ADA Copyright Forum 2023

  • Friday 17 February 2023
  • National Library of Australia
  • Register on Humanitix
  • Join the conversation: #ADAForum

A decade on from the Copyright and the Digital Economy report how far have we come and how far do we still have to go for copyright reform?

Nearly a decade has passed since the release of the Australian Law Reform Commission’s report on Copyright and the Digital Economy, how far have we come? And how far do we still have to go to achieve fair and flexible copyright exceptions to aid creativity, innovation and research?

This year’s ADA Copyright Forum will focus on the proposed Access Reforms set against the backdrop of key considerations including rapid technological advancements in AI, creators as users, and the importance of Indigenous Cultural Intellectual Property (ICIP).

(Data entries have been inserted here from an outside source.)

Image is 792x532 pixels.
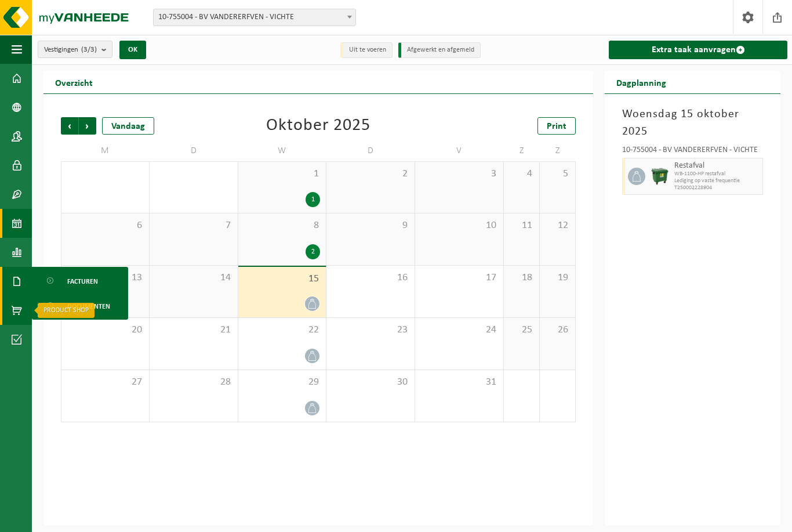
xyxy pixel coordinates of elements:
li: Uit te voeren [340,42,393,58]
span: 10-755004 - BV VANDERERFVEN - VICHTE [153,9,356,27]
span: Print [547,122,567,131]
span: 16 [333,271,409,284]
td: Z [540,141,577,161]
span: Lediging op vaste frequentie [675,177,760,185]
span: Volgende [79,117,96,135]
span: 10 [421,219,498,232]
a: Print [538,117,577,135]
span: T250002228904 [675,185,760,192]
td: Z [504,141,540,161]
span: 18 [510,271,533,284]
h3: Woensdag 15 oktober 2025 [623,105,763,141]
span: 8 [244,219,321,232]
span: 27 [67,376,144,388]
h2: Dagplanning [605,71,678,93]
span: 20 [67,324,144,336]
span: 15 [244,272,321,285]
span: 4 [510,167,533,180]
span: 5 [546,167,570,180]
span: 23 [333,324,409,336]
td: D [150,141,238,161]
div: 1 [306,192,320,207]
span: 11 [510,219,533,232]
button: Vestigingen(3/3) [37,40,112,58]
span: 7 [155,219,232,232]
span: 30 [333,376,409,388]
div: Vandaag [102,117,154,135]
span: WB-1100-HP restafval [675,170,760,177]
button: OK [119,40,147,59]
h2: Overzicht [43,71,104,93]
span: 22 [244,324,321,336]
div: 2 [306,244,320,260]
span: Vestigingen [44,41,96,59]
div: Oktober 2025 [267,117,371,135]
count: (3/3) [82,46,96,53]
span: 10-755004 - BV VANDERERFVEN - VICHTE [153,9,355,26]
span: 12 [546,219,570,232]
span: 26 [546,324,570,336]
span: 25 [510,324,533,336]
a: Facturen [34,269,125,292]
span: Vorige [61,117,79,135]
span: 28 [155,376,232,388]
span: 21 [155,324,232,336]
div: 10-755004 - BV VANDERERFVEN - VICHTE [623,147,763,157]
span: Restafval [675,161,760,170]
span: 1 [244,167,321,180]
span: Documenten [67,295,110,318]
li: Afgewerkt en afgemeld [398,42,481,58]
span: 19 [546,271,570,284]
span: 2 [333,167,409,180]
span: 17 [421,271,498,284]
a: Documenten [34,295,125,317]
span: 3 [421,167,498,180]
span: 29 [244,376,321,388]
span: Facturen [67,270,98,292]
span: 9 [333,219,409,232]
a: Extra taak aanvragen [609,40,788,59]
span: 31 [421,376,498,388]
td: V [415,141,504,161]
td: M [61,141,150,161]
span: 14 [155,271,232,284]
td: D [327,141,415,161]
span: 6 [67,219,144,232]
img: WB-1100-HPE-GN-01 [651,167,669,185]
span: 24 [421,324,498,336]
td: W [238,141,328,161]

The Australian Digital Alliance Copyright Forum is the peak event for discussion of pragmatic, creative copyright reform options that seek to ensure balance in copyright for the public interest. With a range of speakers and panels, the Forum is a must for anyone interested in the present and future of copyright in Australia.

 

Satellite events

In the lead up to this year’s forum we will be running a series of online satellite events exploring other copyright topics from international and local speakers. The satellite events are:

 

NLA Library Bookshop discount

Show your lanyard in the bookshop during the conference to receive 10% off your purchase.

No further discounts apply. Offer does not include limited edition prints, discounted and remaindered stock, newspapers, stamps, copy cards, magazines and vouchers. 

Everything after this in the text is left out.